Gaspar Noé’s Enter The Void is by definition, a technical masterpiece, for successfully accomplishing a (mostly) real-time first-person spiritual odyssey. However, the question of whether the end justifies the means has never been more pertinent than with this bewildering, confusing, exhilarating, and infuriating folly from one of cinema’s most self-indulgent visionaries.
Initially, Noé follows the mortal form of Oscar (Nathaniel Brown), a scorched drug addict dabbling in big-time pushing whilst sharing a messy apartment in Tokyo with his emotionally-scarred sister, Linda (Paz de la Huerta). When a drug deal goes wrong, the focus of the film becomes Oscar’s disembodied soul. At first tentatively floating away from his bloody body (in a believable moment-of-death experience), Oscar’s life force proceeds to glide above glistening streets, through roofs and along hallway ceilings in an other-worldly investigation of his own death and, more importantly, a meaningful re-emergence back to the earthly plane.
Every moment of this ultra-high concept work threatens to teeter over into either
melodrama or inanity; for some audience members who shared the viewing experience with SBS at the Adelaide Film Festival earlier this year, the film represented too much of both. (A handful of walkouts eventuated.) Scenes that inspired hoots of derision mid-screening and choruses of 'Oh my God, that was amazing!" post-screening, include a dizzying journey through a psychedelic, full-penetration scene (in a brothel) and a heretofore unforeseen angle of the point of conception. The most disturbing scenes, however, are the all-too-real flashbacks of the car accident that claimed Oscar’s and Linda’s parents.
Having endured Noé’s sensory onslaught, are there any profound, take-away messages from its interpretation of 'the Other Side’? Not really, no. Noé’s work simply supports the centuries-old notion that spirits live amongst us, existing concurrently if invisibly, by our side. Broken down to its base elements, it’s a detective-ghost story, not unlike M. Night Shyamalan’s The Sixth Sense (1999), albeit one driven by some dazzling filmmaking bravado.
Notably, the film thumbs its nose at Western religious beliefs and sides entirely with the Eastern-centric concept of reincarnation, primarily as presented in the Tibetan Book of the Dead (which is referenced rather clumsily in the opening sequence at Linda’s unit). The text of the book, a work from the 8th century A.D. and referred to as Bardo Thodol, acts as a guide for the dead during the spiritual state that exists between death and rebirth. Oscar’s spectral journey is exactly that, juiced up by a wildly talented bad-boy filmmaker indulging in every aspect of the sordid, sad elements of his dead protagonist’s final days. If his film offers a faint glimmer of redemption in the final moments of its 161-minute running time, it doesn’t come a moment too soon.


▶ **Action item**
Print each entry below precisely as shown.

--- Records supplied Enclosed Below ---

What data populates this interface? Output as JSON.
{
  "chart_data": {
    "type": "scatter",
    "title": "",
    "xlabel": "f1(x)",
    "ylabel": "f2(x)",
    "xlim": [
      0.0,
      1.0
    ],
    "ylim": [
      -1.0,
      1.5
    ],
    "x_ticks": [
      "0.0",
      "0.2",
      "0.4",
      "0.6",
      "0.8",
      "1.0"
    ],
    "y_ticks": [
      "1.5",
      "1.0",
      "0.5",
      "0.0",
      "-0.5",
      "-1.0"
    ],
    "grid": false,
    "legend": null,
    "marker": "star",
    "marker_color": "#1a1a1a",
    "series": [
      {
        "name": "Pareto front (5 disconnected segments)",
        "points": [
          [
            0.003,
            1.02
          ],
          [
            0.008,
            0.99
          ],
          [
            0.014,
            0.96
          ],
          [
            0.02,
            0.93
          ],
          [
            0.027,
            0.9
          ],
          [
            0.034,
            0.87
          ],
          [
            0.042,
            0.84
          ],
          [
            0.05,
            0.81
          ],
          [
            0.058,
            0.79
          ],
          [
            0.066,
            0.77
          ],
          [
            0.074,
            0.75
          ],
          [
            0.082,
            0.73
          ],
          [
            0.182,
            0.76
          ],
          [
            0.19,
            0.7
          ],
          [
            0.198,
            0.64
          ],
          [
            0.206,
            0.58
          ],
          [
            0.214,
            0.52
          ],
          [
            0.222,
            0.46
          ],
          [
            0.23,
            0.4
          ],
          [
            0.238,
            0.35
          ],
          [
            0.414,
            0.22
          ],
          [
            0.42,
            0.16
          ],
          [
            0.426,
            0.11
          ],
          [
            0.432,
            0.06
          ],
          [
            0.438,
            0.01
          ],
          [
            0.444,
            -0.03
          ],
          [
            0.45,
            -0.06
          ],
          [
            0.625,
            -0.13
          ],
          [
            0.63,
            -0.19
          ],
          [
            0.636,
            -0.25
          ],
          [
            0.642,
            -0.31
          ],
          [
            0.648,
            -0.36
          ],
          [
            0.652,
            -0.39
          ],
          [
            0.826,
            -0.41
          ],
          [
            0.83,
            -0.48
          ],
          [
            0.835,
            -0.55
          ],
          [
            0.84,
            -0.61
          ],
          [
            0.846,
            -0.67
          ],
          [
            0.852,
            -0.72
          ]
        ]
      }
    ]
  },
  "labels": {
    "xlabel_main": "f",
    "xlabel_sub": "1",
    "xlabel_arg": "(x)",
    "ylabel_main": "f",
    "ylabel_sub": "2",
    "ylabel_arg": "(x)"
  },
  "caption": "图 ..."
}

--- End of Enclosed Records supplied ---

▶ **Response to this exercise**
What data populates this interface? Output as JSON.
{
  "chart_data": {
    "type": "scatter",
    "title": "",
    "xlabel": "f1(x)",
    "ylabel": "f2(x)",
    "xlim": [
      0.0,
      1.0
    ],
    "ylim": [
      -1.0,
      1.5
    ],
    "x_ticks": [
      "0.0",
      "0.2",
      "0.4",
      "0.6",
      "0.8",
      "1.0"
    ],
    "y_ticks": [
      "1.5",
      "1.0",
      "0.5",
      "0.0",
      "-0.5",
      "-1.0"
    ],
    "grid": false,
    "legend": null,
    "marker": "star",
    "marker_color": "#1a1a1a",
    "series": [
      {
        "name": "Pareto front (5 disconnected segments)",
        "points": [
          [
            0.003,
            1.02
          ],
          [
            0.008,
            0.99
          ],
          [
            0.014,
            0.96
          ],
          [
            0.02,
            0.93
          ],
          [
            0.027,
            0.9
          ],
          [
            0.034,
            0.87
          ],
          [
            0.042,
            0.84
          ],
          [
            0.05,
            0.81
          ],
          [
            0.058,
            0.79
          ],
          [
            0.066,
            0.77
          ],
          [
            0.074,
            0.75
          ],
          [
            0.082,
            0.73
          ],
          [
            0.182,
            0.76
          ],
          [
            0.19,
            0.7
          ],
          [
            0.198,
            0.64
          ],
          [
            0.206,
            0.58
          ],
          [
            0.214,
            0.52
          ],
          [
            0.222,
            0.46
          ],
          [
            0.23,
            0.4
          ],
          [
            0.238,
            0.35
          ],
          [
            0.414,
            0.22
          ],
          [
            0.42,
            0.16
          ],
          [
            0.426,
            0.11
          ],
          [
            0.432,
            0.06
          ],
          [
            0.438,
            0.01
          ],
          [
            0.444,
            -0.03
          ],
          [
            0.45,
            -0.06
          ],
          [
            0.625,
            -0.13
          ],
          [
            0.63,
            -0.19
          ],
          [
            0.636,
            -0.25
          ],
          [
            0.642,
            -0.31
          ],
          [
            0.648,
            -0.36
          ],
          [
            0.652,
            -0.39
          ],
          [
            0.826,
            -0.41
          ],
          [
            0.83,
            -0.48
          ],
          [
            0.835,
            -0.55
          ],
          [
            0.84,
            -0.61
          ],
          [
            0.846,
            -0.67
          ],
          [
            0.852,
            -0.72
          ]
        ]
      }
    ]
  },
  "labels": {
    "xlabel_main": "f",
    "xlabel_sub": "1",
    "xlabel_arg": "(x)",
    "ylabel_main": "f",
    "ylabel_sub": "2",
    "ylabel_arg": "(x)"
  },
  "caption": "图 ..."
}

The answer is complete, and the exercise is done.